Each of the work’s four sections evokes a particular fountain at a certain time of day, from the Valle Giulia at sunrise to the Villa Medici, where Debussy had once studied, at dusk. The mode of expression is highly impressionistic, with manifold suggestions of water achieved through subtle but finely-crafted orchestral effects. A pastoral mood surrounds the fountain of Valle Giulia, while Triton’s fountain blends the joyous horn of the sea god with the dancing of attendant water nymphs; the sunset depicted behind the Villa Medici imparts the feeling of a well-earned rest at day’s end. [ca. 16’]

HSO SEASON 63 • FALL • 43

G U E S T A R T I S T

CLAIRE HUANG CIP I A N O

• Performances with Vancouver Symphony Orchestra, Santa Fe Symphony Orchestra, Moscow Radio Symphony, Mozarteumorchester Salzburg; appearances in Carnegie Hall, Leipzig Gewandhaus, Tonhalle Zurich

• Guest performances at Verbier Festival, Rheingau Festival, and Menuhin Festival Gstaad

• First Prize winner, 2009 Darmstadt Chopin Competition, 2010 Miami Chopin Competition

• Recordings on Berlin Classics label

D E B U S S YL A M E R ( T H E S E A )

Uncomfortable with the Viennese grip on symphonic form and harkening to counterexamples by Berlioz and Liszt, some French composers infused their symphonies with literary or even polemical programs in lieu of purely abstract architecture. Of course Debussy’s program is one of imagery rather than prose, but this three-movement masterwork, subtitled “Three Symphonic Sketches,” is a coherent symphony in all but name.
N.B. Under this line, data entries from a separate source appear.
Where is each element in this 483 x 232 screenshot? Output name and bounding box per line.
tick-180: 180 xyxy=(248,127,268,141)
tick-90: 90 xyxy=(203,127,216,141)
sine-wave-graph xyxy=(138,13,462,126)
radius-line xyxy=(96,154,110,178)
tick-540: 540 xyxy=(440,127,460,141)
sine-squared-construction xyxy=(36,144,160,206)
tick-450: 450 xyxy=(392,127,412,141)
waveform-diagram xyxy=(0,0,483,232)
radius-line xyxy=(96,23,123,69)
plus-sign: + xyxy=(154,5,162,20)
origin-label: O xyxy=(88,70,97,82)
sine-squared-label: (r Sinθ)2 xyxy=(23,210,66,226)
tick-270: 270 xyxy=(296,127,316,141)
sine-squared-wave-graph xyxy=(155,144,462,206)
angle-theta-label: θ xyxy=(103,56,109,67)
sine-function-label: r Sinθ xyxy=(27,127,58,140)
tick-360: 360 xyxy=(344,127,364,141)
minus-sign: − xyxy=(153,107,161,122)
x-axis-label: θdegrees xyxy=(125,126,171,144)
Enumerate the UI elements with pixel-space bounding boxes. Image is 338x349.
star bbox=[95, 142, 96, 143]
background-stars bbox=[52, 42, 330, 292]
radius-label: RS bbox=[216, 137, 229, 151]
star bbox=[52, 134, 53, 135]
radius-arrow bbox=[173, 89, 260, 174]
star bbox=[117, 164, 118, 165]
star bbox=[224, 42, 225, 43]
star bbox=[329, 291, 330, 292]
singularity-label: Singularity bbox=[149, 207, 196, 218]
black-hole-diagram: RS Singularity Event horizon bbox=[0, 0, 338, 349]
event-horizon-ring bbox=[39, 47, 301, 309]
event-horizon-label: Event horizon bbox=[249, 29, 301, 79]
Debussy began work on La mer as early as 1903; he finished the orchestration while vacationing at Eastbourne on the English Channel coast in early 1905. The state of his life in this period was as turbulent as the roaring sea itself: his opera Pelléas et Mélisande had been enthusiastically received, but he nonetheless found himself in dire need of money. His relationship with his first wife, Rosalie Texier, was coming unraveled and would soon end in divorce. The premiere of La mer with the Lamoreux Orchestra in Paris was met with lukewarm murmuring. Critics, like the perennially incredulous Pierre Lalo, found the large scale and tight organization of the music baffling in light of Debussy’s previous offerings, especially the sensational Prelude to the Afternoon of a Faun,

but the work eventually captured the public imagination and came to represent the apex of its composer’s orchestral vision and genius.

Just as in Respighi’s Fountains, the program of La mer is represented as taking place across the span of a single day. Dawn breaks over the ocean, the waves tumble and coruscate in the noonday sun, and wind and sea engage in spirited conversation as the sun sinks toward the horizon. The coda of the last movement recalls the conclusion of the first, bringing closure to the journey in a manner rather uncharacteristic of Debussy, who so often preferred to punctuate his endings with trailing ellipses.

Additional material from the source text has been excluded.